Georgetown University’s Newspaper of Record since 1920

The Hoya

Georgetown University’s Newspaper of Record since 1920

The Hoya

Georgetown University’s Newspaper of Record since 1920

The Hoya

Struggling To Understand My American Identity

It has taken me 20 years to realize that I am proud to be an American. For most of my life, when people would question the origin of my name I would proudly say “It’s Egyptian” in a tone that implied “please ask me more about where I come from.” I clung to the idea of my parents’ Egypt as my own homeland, sticking the flag of my ethnicity into its infinite desert sands. America was a secondary, subordinate world. My roots were planted elsewhere.

In the two-week visits my family and I would take to Egypt, I wanted nothing more than to remove my accent, renounce my place of birth, take up the brown colored skin of an Arab and say in perfect Arabic “I’m Egyptian.” I wanted to peel away the shame I felt at being termed the little American by my foreign family members. Why couldn’t the romantic dream of a golden city rising from the banks of a tireless, pressing Nile be mine?

Growing up, my ears absorbed my parents’ multi-lingual sentences – French, Arabic and English were used to punish me and praise me, ask me to slow down or to hurry up, to complete a chore or come indoors. As a result, my sense of ethnicity became as broken and disjointed as my parents’ patchwork sentences. What the hell was I?

“American, and don’t you forget it,” my mother would respond to my tiring question. “Do you know how many people would kill to come to this country? Don’t take it for granted.” At the time, her words seemed cliched and annoyed me. I was striving for uniqueness in a country that seemed to be suffering from a lack of culture. But I always admired my mother, who was born and raised in Cairo, for her love of the United States. She called it home, found comfort in its McDonald’s and strip malls, relished in its freedom. It has taken me 20 years to find that same pride, and I was born here. I should definitely feel shame, not for my nationality, but for my blatant disregard of my true home.

As my sophomore year nears its final month, I look to a year abroad in Cairo. I want to return fluent in the language that for most of life has fallen on my lips in broken phrases; I want to immerse myself completely in the culture and the people; I want my roots to rise up from underneath a buried existence of an American life. But now I know I am doing it to better understand where my parents come from instead of running from America as if it were a scar, permanently etched in slivers in my skin. I have been coasting through life on the memories of Egypt created from my parents’ stories, puffing up my chest in pride for a country that has become shaded by a cloud of my own romantic imaginings. My memories of the camels in the streets, the marketplaces, Cairo enveloped in a permanent layer of dust and sand are little more than photographs a tourist would take – a cherished testimony of an exotic trip to the orient. It’s time I grew up and learned something of substance.

For 20 years I have struggled with an identity that should have been clear to me from the very beginning. Like any nation, America has its faults, maybe today more so than in the past. But I find myself planting my feet further and further into its soil in an attempt to reacquaint myself with a country I have abandoned. I look to Egypt and my future experience there with excitement. But, while I may carry with me a few souvenirs proving my travels, I intend to return, a little more knowledgeable, and a lot more American. After all, there’s nothing like Egyptian dust to clear your head.

Yasmine Noujaim is a sophomore in the College. She is the Editorial Page Editor and a member of The Hoya editorial board.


Task description:
Reproduce the data, keeping every word exactly as it is.

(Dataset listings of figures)

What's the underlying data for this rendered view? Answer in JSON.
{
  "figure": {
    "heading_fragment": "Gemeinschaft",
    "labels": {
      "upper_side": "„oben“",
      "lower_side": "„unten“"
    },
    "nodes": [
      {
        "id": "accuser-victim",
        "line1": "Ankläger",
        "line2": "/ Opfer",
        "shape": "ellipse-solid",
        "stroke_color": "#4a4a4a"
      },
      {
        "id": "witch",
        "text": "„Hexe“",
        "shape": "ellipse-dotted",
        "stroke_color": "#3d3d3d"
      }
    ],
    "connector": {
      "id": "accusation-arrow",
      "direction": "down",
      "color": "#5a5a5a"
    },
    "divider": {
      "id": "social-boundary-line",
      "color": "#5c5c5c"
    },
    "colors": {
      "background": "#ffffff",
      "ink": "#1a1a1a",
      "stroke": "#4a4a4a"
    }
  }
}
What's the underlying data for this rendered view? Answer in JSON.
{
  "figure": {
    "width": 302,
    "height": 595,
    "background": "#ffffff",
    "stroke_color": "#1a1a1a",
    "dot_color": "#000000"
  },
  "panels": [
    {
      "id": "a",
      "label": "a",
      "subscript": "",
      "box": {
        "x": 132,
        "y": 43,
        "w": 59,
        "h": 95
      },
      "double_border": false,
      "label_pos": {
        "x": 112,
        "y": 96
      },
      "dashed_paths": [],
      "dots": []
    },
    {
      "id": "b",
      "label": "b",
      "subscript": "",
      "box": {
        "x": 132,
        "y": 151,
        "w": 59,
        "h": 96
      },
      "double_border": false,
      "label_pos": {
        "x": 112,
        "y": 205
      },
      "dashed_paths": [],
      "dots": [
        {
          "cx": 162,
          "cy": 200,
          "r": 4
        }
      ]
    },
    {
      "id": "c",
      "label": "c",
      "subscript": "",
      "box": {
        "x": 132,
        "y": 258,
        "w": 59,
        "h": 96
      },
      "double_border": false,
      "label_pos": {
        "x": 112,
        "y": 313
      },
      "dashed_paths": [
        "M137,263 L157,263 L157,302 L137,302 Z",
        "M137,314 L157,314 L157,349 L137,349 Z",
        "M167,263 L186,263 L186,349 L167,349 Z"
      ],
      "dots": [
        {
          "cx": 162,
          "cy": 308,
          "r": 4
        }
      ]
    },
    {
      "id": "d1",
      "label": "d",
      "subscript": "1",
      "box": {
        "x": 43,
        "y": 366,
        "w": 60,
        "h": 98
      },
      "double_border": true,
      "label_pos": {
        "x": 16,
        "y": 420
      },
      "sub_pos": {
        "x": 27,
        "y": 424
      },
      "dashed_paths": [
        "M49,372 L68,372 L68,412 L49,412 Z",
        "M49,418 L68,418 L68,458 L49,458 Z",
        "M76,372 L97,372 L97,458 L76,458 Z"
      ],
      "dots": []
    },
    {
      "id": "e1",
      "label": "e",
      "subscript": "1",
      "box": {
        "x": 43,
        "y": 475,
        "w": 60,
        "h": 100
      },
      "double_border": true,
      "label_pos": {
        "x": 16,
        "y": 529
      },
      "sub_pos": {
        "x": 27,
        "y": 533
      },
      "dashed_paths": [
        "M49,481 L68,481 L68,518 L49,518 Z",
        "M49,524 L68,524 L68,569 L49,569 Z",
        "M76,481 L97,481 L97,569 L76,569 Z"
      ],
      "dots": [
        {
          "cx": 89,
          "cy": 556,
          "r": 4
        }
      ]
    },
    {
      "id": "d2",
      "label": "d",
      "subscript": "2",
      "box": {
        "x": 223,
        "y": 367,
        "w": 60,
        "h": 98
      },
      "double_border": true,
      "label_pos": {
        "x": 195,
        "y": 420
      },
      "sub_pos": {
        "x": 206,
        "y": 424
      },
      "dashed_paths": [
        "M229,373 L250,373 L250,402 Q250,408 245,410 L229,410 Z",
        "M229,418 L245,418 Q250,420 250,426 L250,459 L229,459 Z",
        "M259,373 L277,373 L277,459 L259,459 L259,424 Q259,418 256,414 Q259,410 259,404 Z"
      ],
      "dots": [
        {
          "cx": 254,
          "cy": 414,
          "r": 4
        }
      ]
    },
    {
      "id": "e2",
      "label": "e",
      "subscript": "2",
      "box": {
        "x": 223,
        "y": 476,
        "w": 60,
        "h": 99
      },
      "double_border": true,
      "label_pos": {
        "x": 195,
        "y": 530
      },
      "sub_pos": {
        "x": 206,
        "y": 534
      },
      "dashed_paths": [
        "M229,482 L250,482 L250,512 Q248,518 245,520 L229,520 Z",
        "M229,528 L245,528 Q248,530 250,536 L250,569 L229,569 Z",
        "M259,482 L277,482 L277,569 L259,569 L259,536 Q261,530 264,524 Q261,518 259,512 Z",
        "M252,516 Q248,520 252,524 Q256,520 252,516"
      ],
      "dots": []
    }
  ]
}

Solution to this task:
What's the underlying data for this rendered view? Answer in JSON.
{
  "figure": {
    "heading_fragment": "Gemeinschaft",
    "labels": {
      "upper_side": "„oben“",
      "lower_side": "„unten“"
    },
    "nodes": [
      {
        "id": "accuser-victim",
        "line1": "Ankläger",
        "line2": "/ Opfer",
        "shape": "ellipse-solid",
        "stroke_color": "#4a4a4a"
      },
      {
        "id": "witch",
        "text": "„Hexe“",
        "shape": "ellipse-dotted",
        "stroke_color": "#3d3d3d"
      }
    ],
    "connector": {
      "id": "accusation-arrow",
      "direction": "down",
      "color": "#5a5a5a"
    },
    "divider": {
      "id": "social-boundary-line",
      "color": "#5c5c5c"
    },
    "colors": {
      "background": "#ffffff",
      "ink": "#1a1a1a",
      "stroke": "#4a4a4a"
    }
  }
}
What's the underlying data for this rendered view? Answer in JSON.
{
  "figure": {
    "width": 302,
    "height": 595,
    "background": "#ffffff",
    "stroke_color": "#1a1a1a",
    "dot_color": "#000000"
  },
  "panels": [
    {
      "id": "a",
      "label": "a",
      "subscript": "",
      "box": {
        "x": 132,
        "y": 43,
        "w": 59,
        "h": 95
      },
      "double_border": false,
      "label_pos": {
        "x": 112,
        "y": 96
      },
      "dashed_paths": [],
      "dots": []
    },
    {
      "id": "b",
      "label": "b",
      "subscript": "",
      "box": {
        "x": 132,
        "y": 151,
        "w": 59,
        "h": 96
      },
      "double_border": false,
      "label_pos": {
        "x": 112,
        "y": 205
      },
      "dashed_paths": [],
      "dots": [
        {
          "cx": 162,
          "cy": 200,
          "r": 4
        }
      ]
    },
    {
      "id": "c",
      "label": "c",
      "subscript": "",
      "box": {
        "x": 132,
        "y": 258,
        "w": 59,
        "h": 96
      },
      "double_border": false,
      "label_pos": {
        "x": 112,
        "y": 313
      },
      "dashed_paths": [
        "M137,263 L157,263 L157,302 L137,302 Z",
        "M137,314 L157,314 L157,349 L137,349 Z",
        "M167,263 L186,263 L186,349 L167,349 Z"
      ],
      "dots": [
        {
          "cx": 162,
          "cy": 308,
          "r": 4
        }
      ]
    },
    {
      "id": "d1",
      "label": "d",
      "subscript": "1",
      "box": {
        "x": 43,
        "y": 366,
        "w": 60,
        "h": 98
      },
      "double_border": true,
      "label_pos": {
        "x": 16,
        "y": 420
      },
      "sub_pos": {
        "x": 27,
        "y": 424
      },
      "dashed_paths": [
        "M49,372 L68,372 L68,412 L49,412 Z",
        "M49,418 L68,418 L68,458 L49,458 Z",
        "M76,372 L97,372 L97,458 L76,458 Z"
      ],
      "dots": []
    },
    {
      "id": "e1",
      "label": "e",
      "subscript": "1",
      "box": {
        "x": 43,
        "y": 475,
        "w": 60,
        "h": 100
      },
      "double_border": true,
      "label_pos": {
        "x": 16,
        "y": 529
      },
      "sub_pos": {
        "x": 27,
        "y": 533
      },
      "dashed_paths": [
        "M49,481 L68,481 L68,518 L49,518 Z",
        "M49,524 L68,524 L68,569 L49,569 Z",
        "M76,481 L97,481 L97,569 L76,569 Z"
      ],
      "dots": [
        {
          "cx": 89,
          "cy": 556,
          "r": 4
        }
      ]
    },
    {
      "id": "d2",
      "label": "d",
      "subscript": "2",
      "box": {
        "x": 223,
        "y": 367,
        "w": 60,
        "h": 98
      },
      "double_border": true,
      "label_pos": {
        "x": 195,
        "y": 420
      },
      "sub_pos": {
        "x": 206,
        "y": 424
      },
      "dashed_paths": [
        "M229,373 L250,373 L250,402 Q250,408 245,410 L229,410 Z",
        "M229,418 L245,418 Q250,420 250,426 L250,459 L229,459 Z",
        "M259,373 L277,373 L277,459 L259,459 L259,424 Q259,418 256,414 Q259,410 259,404 Z"
      ],
      "dots": [
        {
          "cx": 254,
          "cy": 414,
          "r": 4
        }
      ]
    },
    {
      "id": "e2",
      "label": "e",
      "subscript": "2",
      "box": {
        "x": 223,
        "y": 476,
        "w": 60,
        "h": 99
      },
      "double_border": true,
      "label_pos": {
        "x": 195,
        "y": 530
      },
      "sub_pos": {
        "x": 206,
        "y": 534
      },
      "dashed_paths": [
        "M229,482 L250,482 L250,512 Q248,518 245,520 L229,520 Z",
        "M229,528 L245,528 Q248,530 250,536 L250,569 L229,569 Z",
        "M259,482 L277,482 L277,569 L259,569 L259,536 Q261,530 264,524 Q261,518 259,512 Z",
        "M252,516 Q248,520 252,524 Q256,520 252,516"
      ],
      "dots": []
    }
  ]
}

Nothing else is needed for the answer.